"I Googled it."
Yes, we know. Google won the search war. Yahoo, the front runner not long ago, has been toppled. For those not in the know or clinging on to the final shreds of Yahoo's independence were greeted with a harsh blow this last week. For those of us who have done work in the SEO world over the years, it was the final nail in the coffin to see this greeting us when we tried to use Yahoo's Site Explorer - the Bing migration apparently complete...
Uh...who cares?
I do, for one. Plenty of other SEOs as well. Believe it or not, Yahoo was really the only major search engine that made itself SEO friendly. Don't believe me? Here are two reasons we'll miss Yahoo.
- Site Explorer's backlink data. There quite simply is no replacement for this. I've seen other people saying there are other tools that can do the same thing, but none of them gave you quick, recent backlink data even on fairly obscure pages and domains. I love Majestic SEO and Open Site Explorer, but they're either too full of noise (Majestic) or not as expansive or current (OSE) to be good for quick backlink data gathering. For example, just last week I was looking to pitch a new job resource for a client to other interested sites. Yahoo's Site Explorer was my tool of choice for finding backlinks to similar resources that would find ours valuable...This was pretty niche stuff, and Yahoo gave me hundreds of targets quickly, the other tools? Not so much...
- The linkdomain operator. I can't stress how valuable this was for link building. There is no other tool that allowed you to run a contextual search on a site's backlinks in seconds. If you're unfamiliar, what this means is you could run a simple search like - "linkdomain:mycompetitor.com directory" and Yahoo would limit your search results to pages that link to yourcompetitor.com's domain for the general query "directory". The result of this? More than likely, a whole bunch of links your competitor already has from directories. If you wanted to make it more worth your while you could add "-linkdomain:myownsite.com" to the query and it would remove results that also link to your own site. This could obviously be expanded to much more than directories, but that was a great way to find some easy links early in the linkbuilding process. You could combine that operator multiple times to find pages that were linking to multiple competitors to find some other places that should be linking to you as well (we like to call these c0-citations in the biz) - "linkdomain:competitor1.com linkdomain:competitor2.com". I'm getting depressed just typing this...
The market continues to consolidate it seems, as we're down to only two major players at this point with Bing barely being able to make that claim. There is some hope, however, as some SEO friendlier engines continue to try to make their presence known. Blekko, in particular is providing some high hopes as they offer up search operators that provide all kinds of interesting backlinking data (check it out at blekko.com and do a search for "cnn.com /seo" and get all kinds of information on CNN's backlink profile - cool stuff!). Some SEOs have crafted clever workarounds for what's no longer available via Yahoo, but until someone can craft something that makes me forget the awesome power of Yahoo for SEO...some of us will continue to mourn our old friend.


Write out every line below again exactly as it stands, skipping each image.

— RECORDS FOR PROCESSING —
....
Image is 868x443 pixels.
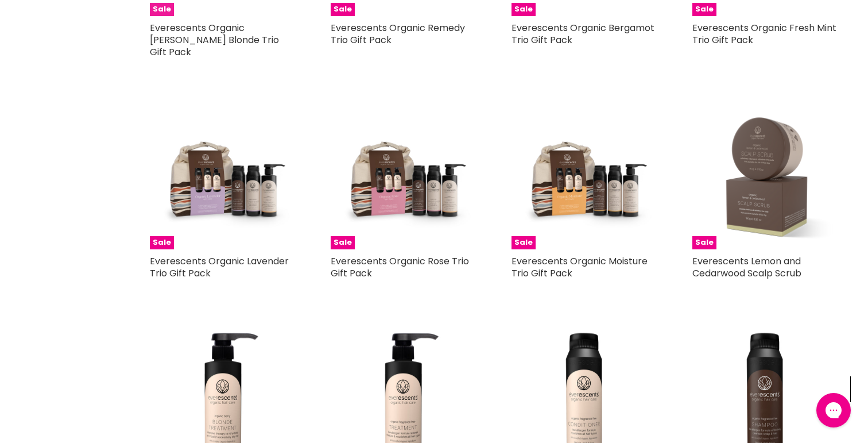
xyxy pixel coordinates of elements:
[692,103,839,249] img: Everescents Lemon and Cedarwood Scalp Scrub
[331,255,469,280] a: Everescents Organic Rose Trio Gift Pack
[692,21,836,47] a: Everescents Organic Fresh Mint Trio Gift Pack
[692,255,802,280] a: Everescents Lemon and Cedarwood Scalp Scrub
[511,255,647,280] a: Everescents Organic Moisture Trio Gift Pack
[511,103,658,249] a: Everescents Organic Moisture Trio Gift PackSale
[331,103,477,249] img: Everescents Organic Rose Trio Gift Pack
[331,103,477,249] a: Everescents Organic Rose Trio Gift PackSale
[692,3,716,16] span: Sale
[331,21,465,47] a: Everescents Organic Remedy Trio Gift Pack
[811,389,857,432] iframe: Gorgias live chat messenger
[511,236,536,249] span: Sale
[150,255,289,280] a: Everescents Organic Lavender Trio Gift Pack
[150,236,174,249] span: Sale
[692,236,716,249] span: Sale
[511,103,658,249] img: Everescents Organic Moisture Trio Gift Pack
[150,103,296,249] a: Everescents Organic Lavender Trio Gift PackSale
[150,103,296,249] img: Everescents Organic Lavender Trio Gift Pack
[150,3,174,16] span: Sale
[692,103,839,249] a: Everescents Lemon and Cedarwood Scalp ScrubSale
[511,3,536,16] span: Sale
[331,236,355,249] span: Sale
[511,21,654,47] a: Everescents Organic Bergamot Trio Gift Pack
[331,3,355,16] span: Sale
[150,21,279,58] a: Everescents Organic [PERSON_NAME] Blonde Trio Gift Pack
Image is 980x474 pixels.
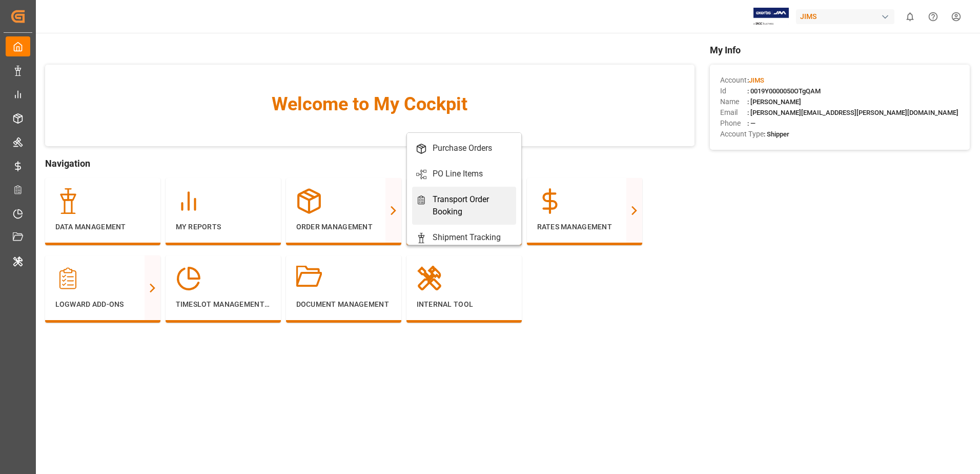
....
— EXERCISE RESULT —
Image is 868x443 pixels.
xyxy pixel coordinates of elements:
[692,103,839,249] img: Everescents Lemon and Cedarwood Scalp Scrub
[331,255,469,280] a: Everescents Organic Rose Trio Gift Pack
[692,21,836,47] a: Everescents Organic Fresh Mint Trio Gift Pack
[692,255,802,280] a: Everescents Lemon and Cedarwood Scalp Scrub
[511,255,647,280] a: Everescents Organic Moisture Trio Gift Pack
[511,103,658,249] a: Everescents Organic Moisture Trio Gift PackSale
[331,103,477,249] img: Everescents Organic Rose Trio Gift Pack
[331,103,477,249] a: Everescents Organic Rose Trio Gift PackSale
[692,3,716,16] span: Sale
[331,21,465,47] a: Everescents Organic Remedy Trio Gift Pack
[811,389,857,432] iframe: Gorgias live chat messenger
[511,236,536,249] span: Sale
[150,255,289,280] a: Everescents Organic Lavender Trio Gift Pack
[150,236,174,249] span: Sale
[692,236,716,249] span: Sale
[511,103,658,249] img: Everescents Organic Moisture Trio Gift Pack
[150,103,296,249] a: Everescents Organic Lavender Trio Gift PackSale
[150,103,296,249] img: Everescents Organic Lavender Trio Gift Pack
[150,3,174,16] span: Sale
[692,103,839,249] a: Everescents Lemon and Cedarwood Scalp ScrubSale
[511,3,536,16] span: Sale
[331,236,355,249] span: Sale
[511,21,654,47] a: Everescents Organic Bergamot Trio Gift Pack
[331,3,355,16] span: Sale
[150,21,279,58] a: Everescents Organic [PERSON_NAME] Blonde Trio Gift Pack
Image is 980x474 pixels.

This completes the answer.